Mother Teresa’s dubious ‘miracles’
Just as in the Dark Ages, the Church is always prompt to fill gaps in knowledge with superstitious beliefs
Two dubious “miracles” have been ascribed to the “intervention” of St Mother Teresa. The first miracle allegedly took place in the Bengali village of Raigunj where a woman called Monica Besra was cured of cancer.
Dr Manju Murshed, the superintendent of the local hospital, and Dr T.K. Biswas and his gynaecologist colleague, Dr Ranjan Mustafi all came forward to say that Mrs Besra had been suffering from tuberculosis and an ovarian growth and that she had been successfully treated for both afflictions (Aroup Chatterjee, Mother Teresa: The Final Verdict).
The hospital superintendent declared that he was annoyed at the numerous calls he had received from Mother Teresa’s religious order, pressing him to say that the cure had been “miraculous”.
Mrs Besra herself proved an unreliable witness to the alleged “miracle”. During her interview, she talked at high speed because, as she put it, she “might otherwise forget”, and she begged to be excused questions because she “might have to remember”.
Her husband insisted that she had been cured by ordinary, regular medical treatment.

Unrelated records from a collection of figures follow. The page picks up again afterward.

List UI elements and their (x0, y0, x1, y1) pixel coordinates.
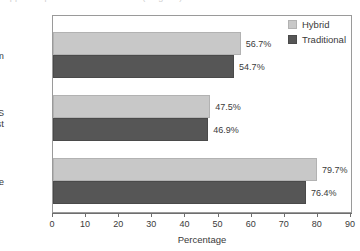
grouped-bar-chart: 56.7%54.7%47.5%46.9%79.7%76.4% Final exa… (0, 0, 360, 251)
x-tick (52, 213, 53, 217)
x-tick (218, 213, 219, 217)
x-tick (317, 213, 318, 217)
x-tick-label: 20 (113, 219, 123, 229)
x-tick-label: 10 (80, 219, 90, 229)
x-tick (118, 213, 119, 217)
category-label-final-exam: Final exam (0, 50, 4, 61)
bar-value-label: 76.4% (311, 188, 337, 198)
x-tick (151, 213, 152, 217)
category-label-caos-posttest: CAOS posttest (0, 107, 4, 129)
bar-traditional-pass-rate (53, 181, 306, 204)
bar-traditional-caos-posttest (53, 118, 208, 141)
x-tick-label: 40 (179, 219, 189, 229)
legend-label-traditional: Traditional (302, 34, 346, 45)
x-tick-label: 0 (49, 219, 54, 229)
x-tick-label: 60 (246, 219, 256, 229)
bar-value-label: 54.7% (239, 62, 265, 72)
bar-value-label: 47.5% (215, 102, 241, 112)
legend-item-hybrid: Hybrid (288, 18, 346, 31)
bar-hybrid-caos-posttest (53, 95, 210, 118)
x-tick (284, 213, 285, 217)
x-tick-label: 50 (213, 219, 223, 229)
x-tick-label: 70 (279, 219, 289, 229)
legend: Hybrid Traditional (288, 18, 346, 48)
bar-group: 47.5%46.9% (53, 95, 351, 141)
x-axis-title: Percentage (52, 234, 352, 245)
x-axis-line (52, 213, 352, 214)
x-tick (251, 213, 252, 217)
bar-group: 79.7%76.4% (53, 158, 351, 204)
bar-traditional-final-exam (53, 55, 234, 78)
legend-swatch-hybrid (288, 20, 297, 29)
x-tick (85, 213, 86, 217)
bar-hybrid-pass-rate (53, 158, 317, 181)
legend-label-hybrid: Hybrid (302, 19, 329, 30)
x-tick-label: 30 (146, 219, 156, 229)
bar-value-label: 79.7% (322, 165, 348, 175)
bar-hybrid-final-exam (53, 32, 241, 55)
x-tick-label: 80 (312, 219, 322, 229)
x-tick (184, 213, 185, 217)
legend-item-traditional: Traditional (288, 33, 346, 46)
x-tick (350, 213, 351, 217)
bar-value-label: 46.9% (213, 125, 239, 135)
x-tick-label: 90 (345, 219, 355, 229)
legend-swatch-traditional (288, 35, 297, 44)
category-label-pass-rate: Pass rate (0, 176, 4, 187)
bar-value-label: 56.7% (246, 39, 272, 49)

The second dubious “miracle”, involving a Brazilian man, was based on a generalization by the Vatican’s medical commission regarding the present-day lack of medical knowledge to explain the man’s recovery.
Just as in the Dark Ages, the Church is always prompt to fill gaps in knowledge with superstitious beliefs. It ascribes the healing of a living man to the “intervention” of a dead woman who, in her own private letters, had revealed that “for the last 50 years of her life felt no presence of God whatsoever”, and that she had her own doubts about the existence of God.